TL;DR
The pesticide label is the EPA-approved document attached to every pesticide product, and under federal law it is legally binding: applying the product in any way the text prohibits — wrong site, rate, weather, or protective equipment — is a violation, captured in the phrase "the label is the law." It specifies target pests, mixing rates, re-entry intervals for people and pets, and pollinator protections. Professionals must keep records of products applied, which homeowners can request after a treatment.
What it means
The pesticide label is the EPA-approved document attached to every pesticide product, and under federal law it is legally binding: applying the product in any way the text prohibits — wrong site, rate, weather, or protective equipment — is a violation, captured in the phrase "the label is the law." It specifies target pests, mixing rates, re-entry intervals for people and pets, and pollinator protections. Professionals must keep records of products applied, which homeowners can request after a treatment.
Where it sits in the glossary
Pesticide label is part of the Trade jargon group inside the ProFix Directory glossary. Browse every term in this category from the glossary index.
Why Ohio homeowners should know it
This is a term Ohio homeowners encounter when reading contractor quotes, hiring paperwork, or inspection reports. Understanding it well enough to ask one good follow-up question is usually all the protection a homeowner needs.
ProFix Directory keeps definitions short on the index page and saves the longer context — Ohio-specific rules, where the term comes from, and which ProFix tools touch it — for these per-term pages so the term is easy to cite and easy to share.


What you are asked to do: From the first line to the last, write out the records exactly, leaving the pictures behind.

Data to process:
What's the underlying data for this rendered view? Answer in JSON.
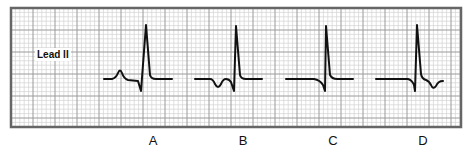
{
  "figure": {
    "lead_label": "Lead II",
    "panels": [
      {
        "label": "A",
        "description": "upright P wave before QRS"
      },
      {
        "label": "B",
        "description": "inverted P wave before QRS"
      },
      {
        "label": "C",
        "description": "no visible P wave"
      },
      {
        "label": "D",
        "description": "inverted P wave after QRS"
      }
    ]
  },
  "colors": {
    "grid_minor": "#d2d2d2",
    "grid_major": "#9a9a9a",
    "border": "#666666",
    "trace": "#111111",
    "background": "#ffffff"
  },
  "grid": {
    "left": 11,
    "top": 8,
    "right": 461,
    "bottom": 127,
    "minor_step": 4.4,
    "major_every": 5
  },
  "traces": {
    "A": "M104,79 L112,79 Q116,78 118,73 Q120,68 122,73 Q124,79 128,80 L138,81 L141,91 L146,25 L150,75 Q151,79 156,79 L172,79",
    "B": "M195,79 L210,79 Q213,79 215,84 Q218,90 221,84 Q223,79 226,79 Q229,79 231,82 L234,91 L236,26 L240,75 Q241,79 246,79 L262,79",
    "C": "M286,79 L314,79 Q320,80 323,85 L325,91 L326,26 L330,75 Q332,79 337,79 L353,79",
    "D": "M376,79 L408,79 Q412,80 414,85 L415,91 L417,25 L421,74 Q422,79 426,80 Q429,81 431,85 Q433,90 436,86 Q438,81 443,81"
  }
}
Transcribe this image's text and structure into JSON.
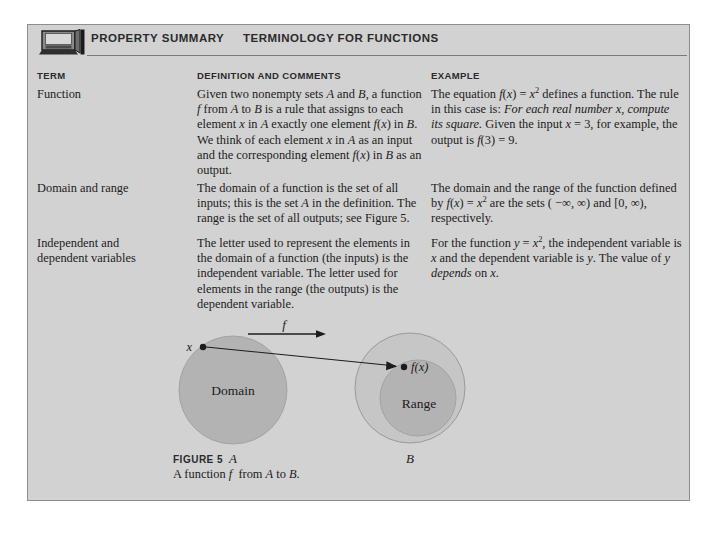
{
  "header": {
    "icon": "computer-monitor-icon",
    "property_summary": "PROPERTY SUMMARY",
    "terminology": "TERMINOLOGY FOR FUNCTIONS"
  },
  "columns": {
    "term": "TERM",
    "definition": "DEFINITION AND COMMENTS",
    "example": "EXAMPLE"
  },
  "rows": [
    {
      "term_html": "Function",
      "definition_html": "Given two nonempty sets <i>A</i> and <i>B</i>, a function <i>f</i> from <i>A</i> to <i>B</i> is a rule that assigns to each element <i>x</i> in <i>A</i> exactly one element <i>f</i>(<i>x</i>) in <i>B</i>. We think of each element <i>x</i> in <i>A</i> as an input and the corresponding element <i>f</i>(<i>x</i>) in <i>B</i> as an output.",
      "example_html": "The equation <i>f</i>(<i>x</i>) = <i>x</i><sup>2</sup> defines a function. The rule in this case is: <i>For each real number x, compute its square.</i> Given the input <i>x</i> = 3, for example, the output is <i>f</i>(3) = 9.",
      "term_text": "Function",
      "definition_text": "Given two nonempty sets A and B, a function f from A to B is a rule that assigns to each element x in A exactly one element f(x) in B. We think of each element x in A as an input and the corresponding element f(x) in B as an output.",
      "example_text": "The equation f(x) = x^2 defines a function. The rule in this case is: For each real number x, compute its square. Given the input x = 3, for example, the output is f(3) = 9."
    },
    {
      "term_html": "Domain and range",
      "definition_html": "The domain of a function is the set of all inputs; this is the set <i>A</i> in the definition. The range is the set of all outputs; see Figure 5.",
      "example_html": "The domain and the range of the function defined by <i>f</i>(<i>x</i>) = <i>x</i><sup>2</sup> are the sets ( &minus;&infin;, &infin;) and [0, &infin;), respectively.",
      "term_text": "Domain and range",
      "definition_text": "The domain of a function is the set of all inputs; this is the set A in the definition. The range is the set of all outputs; see Figure 5.",
      "example_text": "The domain and the range of the function defined by f(x) = x^2 are the sets (-inf, inf) and [0, inf), respectively."
    },
    {
      "term_html": "Independent and<br>dependent variables",
      "definition_html": "The letter used to represent the elements in the domain of a function (the inputs) is the independent variable. The letter used for elements in the range (the outputs) is the dependent variable.",
      "example_html": "For the function <i>y</i> = <i>x</i><sup>2</sup>, the independent variable is <i>x</i> and the dependent variable is <i>y</i>. The value of <i>y</i> <i>depends</i> on <i>x</i>.",
      "term_text": "Independent and dependent variables",
      "definition_text": "The letter used to represent the elements in the domain of a function (the inputs) is the independent variable. The letter used for elements in the range (the outputs) is the dependent variable.",
      "example_text": "For the function y = x^2, the independent variable is x and the dependent variable is y. The value of y depends on x."
    }
  ],
  "figure": {
    "number": "FIGURE 5",
    "caption_html": "A function <i>f</i> &nbsp;from <i>A</i> to <i>B</i>.",
    "caption_text": "A function f from A to B.",
    "labels": {
      "map_arrow": "f",
      "domain_point": "x",
      "domain_set": "Domain",
      "domain_letter": "A",
      "range_point": "f(x)",
      "range_set": "Range",
      "codomain_letter": "B"
    }
  },
  "colors": {
    "panel_background": "#d2d2d2",
    "panel_border": "#8e8e8e",
    "circle_fill": "#b3b3b3",
    "outer_circle_fill": "#c6c6c6",
    "text": "#1c1c1c",
    "page_background": "#ffffff"
  }
}
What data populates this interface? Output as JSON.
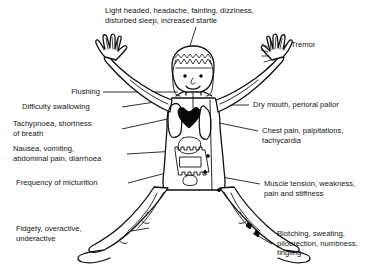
{
  "diagram": {
    "background_color": "#ffffff",
    "line_color": "#101010",
    "text_color": "#141414"
  },
  "labels": {
    "head": {
      "id": "light-headed",
      "lines": [
        "Light headed, headache, fainting, dizziness,",
        "disturbed sleep, increased startle"
      ],
      "text": "Light headed, headache, fainting, dizziness,\ndisturbed sleep, increased startle",
      "side": "top"
    },
    "tremor": {
      "id": "tremor",
      "lines": [
        "Tremor"
      ],
      "text": "Tremor",
      "side": "right"
    },
    "flushing": {
      "id": "flushing",
      "lines": [
        "Flushing"
      ],
      "text": "Flushing",
      "side": "left"
    },
    "swallowing": {
      "id": "difficulty-swallowing",
      "lines": [
        "Difficulty swallowing"
      ],
      "text": "Difficulty swallowing",
      "side": "left"
    },
    "breathing": {
      "id": "tachypnoea",
      "lines": [
        "Tachypnoea, shortness",
        "of breath"
      ],
      "text": "Tachypnoea, shortness\nof breath",
      "side": "left"
    },
    "gastro": {
      "id": "nausea",
      "lines": [
        "Nausea, vomiting,",
        "abdominal pain, diarrhoea"
      ],
      "text": "Nausea, vomiting,\nabdominal pain, diarrhoea",
      "side": "left"
    },
    "urinary": {
      "id": "frequency-of-micturition",
      "lines": [
        "Frequency of micturition"
      ],
      "text": "Frequency of micturition",
      "side": "left"
    },
    "behaviour": {
      "id": "fidgety",
      "lines": [
        "Fidgety, overactive,",
        "underactive"
      ],
      "text": "Fidgety, overactive,\nunderactive",
      "side": "left"
    },
    "mouth": {
      "id": "dry-mouth",
      "lines": [
        "Dry mouth, perioral pallor"
      ],
      "text": "Dry mouth, perioral pallor",
      "side": "right"
    },
    "cardiac": {
      "id": "chest-pain",
      "lines": [
        "Chest pain, palpitations,",
        "tachycardia"
      ],
      "text": "Chest pain, palpitations,\ntachycardia",
      "side": "right"
    },
    "muscular": {
      "id": "muscle-tension",
      "lines": [
        "Muscle tension, weakness,",
        "pain and stiffness"
      ],
      "text": "Muscle tension, weakness,\npain and stiffness",
      "side": "right"
    },
    "skin": {
      "id": "blotching",
      "lines": [
        "Blotching, sweating,",
        "piloerection, numbness,",
        "tingling"
      ],
      "text": "Blotching, sweating,\npiloerection, numbness,\ntingling",
      "side": "right"
    }
  }
}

Solution for this problem:
What's the underlying data for this rendered view? Answer in JSON.
{
  "figure": {
    "lead_label": "Lead II",
    "panels": [
      {
        "label": "A",
        "description": "upright P wave before QRS"
      },
      {
        "label": "B",
        "description": "inverted P wave before QRS"
      },
      {
        "label": "C",
        "description": "no visible P wave"
      },
      {
        "label": "D",
        "description": "inverted P wave after QRS"
      }
    ]
  },
  "colors": {
    "grid_minor": "#d2d2d2",
    "grid_major": "#9a9a9a",
    "border": "#666666",
    "trace": "#111111",
    "background": "#ffffff"
  },
  "grid": {
    "left": 11,
    "top": 8,
    "right": 461,
    "bottom": 127,
    "minor_step": 4.4,
    "major_every": 5
  },
  "traces": {
    "A": "M104,79 L112,79 Q116,78 118,73 Q120,68 122,73 Q124,79 128,80 L138,81 L141,91 L146,25 L150,75 Q151,79 156,79 L172,79",
    "B": "M195,79 L210,79 Q213,79 215,84 Q218,90 221,84 Q223,79 226,79 Q229,79 231,82 L234,91 L236,26 L240,75 Q241,79 246,79 L262,79",
    "C": "M286,79 L314,79 Q320,80 323,85 L325,91 L326,26 L330,75 Q332,79 337,79 L353,79",
    "D": "M376,79 L408,79 Q412,80 414,85 L415,91 L417,25 L421,74 Q422,79 426,80 Q429,81 431,85 Q433,90 436,86 Q438,81 443,81"
  }
}
Transcribe this image's text and structure into JSON.
{
  "header": {
    "icon": "computer-monitor-icon",
    "property_summary": "PROPERTY SUMMARY",
    "terminology": "TERMINOLOGY FOR FUNCTIONS"
  },
  "columns": {
    "term": "TERM",
    "definition": "DEFINITION AND COMMENTS",
    "example": "EXAMPLE"
  },
  "rows": [
    {
      "term_html": "Function",
      "definition_html": "Given two nonempty sets <i>A</i> and <i>B</i>, a function <i>f</i> from <i>A</i> to <i>B</i> is a rule that assigns to each element <i>x</i> in <i>A</i> exactly one element <i>f</i>(<i>x</i>) in <i>B</i>. We think of each element <i>x</i> in <i>A</i> as an input and the corresponding element <i>f</i>(<i>x</i>) in <i>B</i> as an output.",
      "example_html": "The equation <i>f</i>(<i>x</i>) = <i>x</i><sup>2</sup> defines a function. The rule in this case is: <i>For each real number x, compute its square.</i> Given the input <i>x</i> = 3, for example, the output is <i>f</i>(3) = 9.",
      "term_text": "Function",
      "definition_text": "Given two nonempty sets A and B, a function f from A to B is a rule that assigns to each element x in A exactly one element f(x) in B. We think of each element x in A as an input and the corresponding element f(x) in B as an output.",
      "example_text": "The equation f(x) = x^2 defines a function. The rule in this case is: For each real number x, compute its square. Given the input x = 3, for example, the output is f(3) = 9."
    },
    {
      "term_html": "Domain and range",
      "definition_html": "The domain of a function is the set of all inputs; this is the set <i>A</i> in the definition. The range is the set of all outputs; see Figure 5.",
      "example_html": "The domain and the range of the function defined by <i>f</i>(<i>x</i>) = <i>x</i><sup>2</sup> are the sets ( &minus;&infin;, &infin;) and [0, &infin;), respectively.",
      "term_text": "Domain and range",
      "definition_text": "The domain of a function is the set of all inputs; this is the set A in the definition. The range is the set of all outputs; see Figure 5.",
      "example_text": "The domain and the range of the function defined by f(x) = x^2 are the sets (-inf, inf) and [0, inf), respectively."
    },
    {
      "term_html": "Independent and<br>dependent variables",
      "definition_html": "The letter used to represent the elements in the domain of a function (the inputs) is the independent variable. The letter used for elements in the range (the outputs) is the dependent variable.",
      "example_html": "For the function <i>y</i> = <i>x</i><sup>2</sup>, the independent variable is <i>x</i> and the dependent variable is <i>y</i>. The value of <i>y</i> <i>depends</i> on <i>x</i>.",
      "term_text": "Independent and dependent variables",
      "definition_text": "The letter used to represent the elements in the domain of a function (the inputs) is the independent variable. The letter used for elements in the range (the outputs) is the dependent variable.",
      "example_text": "For the function y = x^2, the independent variable is x and the dependent variable is y. The value of y depends on x."
    }
  ],
  "figure": {
    "number": "FIGURE 5",
    "caption_html": "A function <i>f</i> &nbsp;from <i>A</i> to <i>B</i>.",
    "caption_text": "A function f from A to B.",
    "labels": {
      "map_arrow": "f",
      "domain_point": "x",
      "domain_set": "Domain",
      "domain_letter": "A",
      "range_point": "f(x)",
      "range_set": "Range",
      "codomain_letter": "B"
    }
  },
  "colors": {
    "panel_background": "#d2d2d2",
    "panel_border": "#8e8e8e",
    "circle_fill": "#b3b3b3",
    "outer_circle_fill": "#c6c6c6",
    "text": "#1c1c1c",
    "page_background": "#ffffff"
  }
}
What data populates this interface? Output as JSON.
{
  "diagram": {
    "background_color": "#ffffff",
    "line_color": "#101010",
    "text_color": "#141414"
  },
  "labels": {
    "head": {
      "id": "light-headed",
      "lines": [
        "Light headed, headache, fainting, dizziness,",
        "disturbed sleep, increased startle"
      ],
      "text": "Light headed, headache, fainting, dizziness,\ndisturbed sleep, increased startle",
      "side": "top"
    },
    "tremor": {
      "id": "tremor",
      "lines": [
        "Tremor"
      ],
      "text": "Tremor",
      "side": "right"
    },
    "flushing": {
      "id": "flushing",
      "lines": [
        "Flushing"
      ],
      "text": "Flushing",
      "side": "left"
    },
    "swallowing": {
      "id": "difficulty-swallowing",
      "lines": [
        "Difficulty swallowing"
      ],
      "text": "Difficulty swallowing",
      "side": "left"
    },
    "breathing": {
      "id": "tachypnoea",
      "lines": [
        "Tachypnoea, shortness",
        "of breath"
      ],
      "text": "Tachypnoea, shortness\nof breath",
      "side": "left"
    },
    "gastro": {
      "id": "nausea",
      "lines": [
        "Nausea, vomiting,",
        "abdominal pain, diarrhoea"
      ],
      "text": "Nausea, vomiting,\nabdominal pain, diarrhoea",
      "side": "left"
    },
    "urinary": {
      "id": "frequency-of-micturition",
      "lines": [
        "Frequency of micturition"
      ],
      "text": "Frequency of micturition",
      "side": "left"
    },
    "behaviour": {
      "id": "fidgety",
      "lines": [
        "Fidgety, overactive,",
        "underactive"
      ],
      "text": "Fidgety, overactive,\nunderactive",
      "side": "left"
    },
    "mouth": {
      "id": "dry-mouth",
      "lines": [
        "Dry mouth, perioral pallor"
      ],
      "text": "Dry mouth, perioral pallor",
      "side": "right"
    },
    "cardiac": {
      "id": "chest-pain",
      "lines": [
        "Chest pain, palpitations,",
        "tachycardia"
      ],
      "text": "Chest pain, palpitations,\ntachycardia",
      "side": "right"
    },
    "muscular": {
      "id": "muscle-tension",
      "lines": [
        "Muscle tension, weakness,",
        "pain and stiffness"
      ],
      "text": "Muscle tension, weakness,\npain and stiffness",
      "side": "right"
    },
    "skin": {
      "id": "blotching",
      "lines": [
        "Blotching, sweating,",
        "piloerection, numbness,",
        "tingling"
      ],
      "text": "Blotching, sweating,\npiloerection, numbness,\ntingling",
      "side": "right"
    }
  }
}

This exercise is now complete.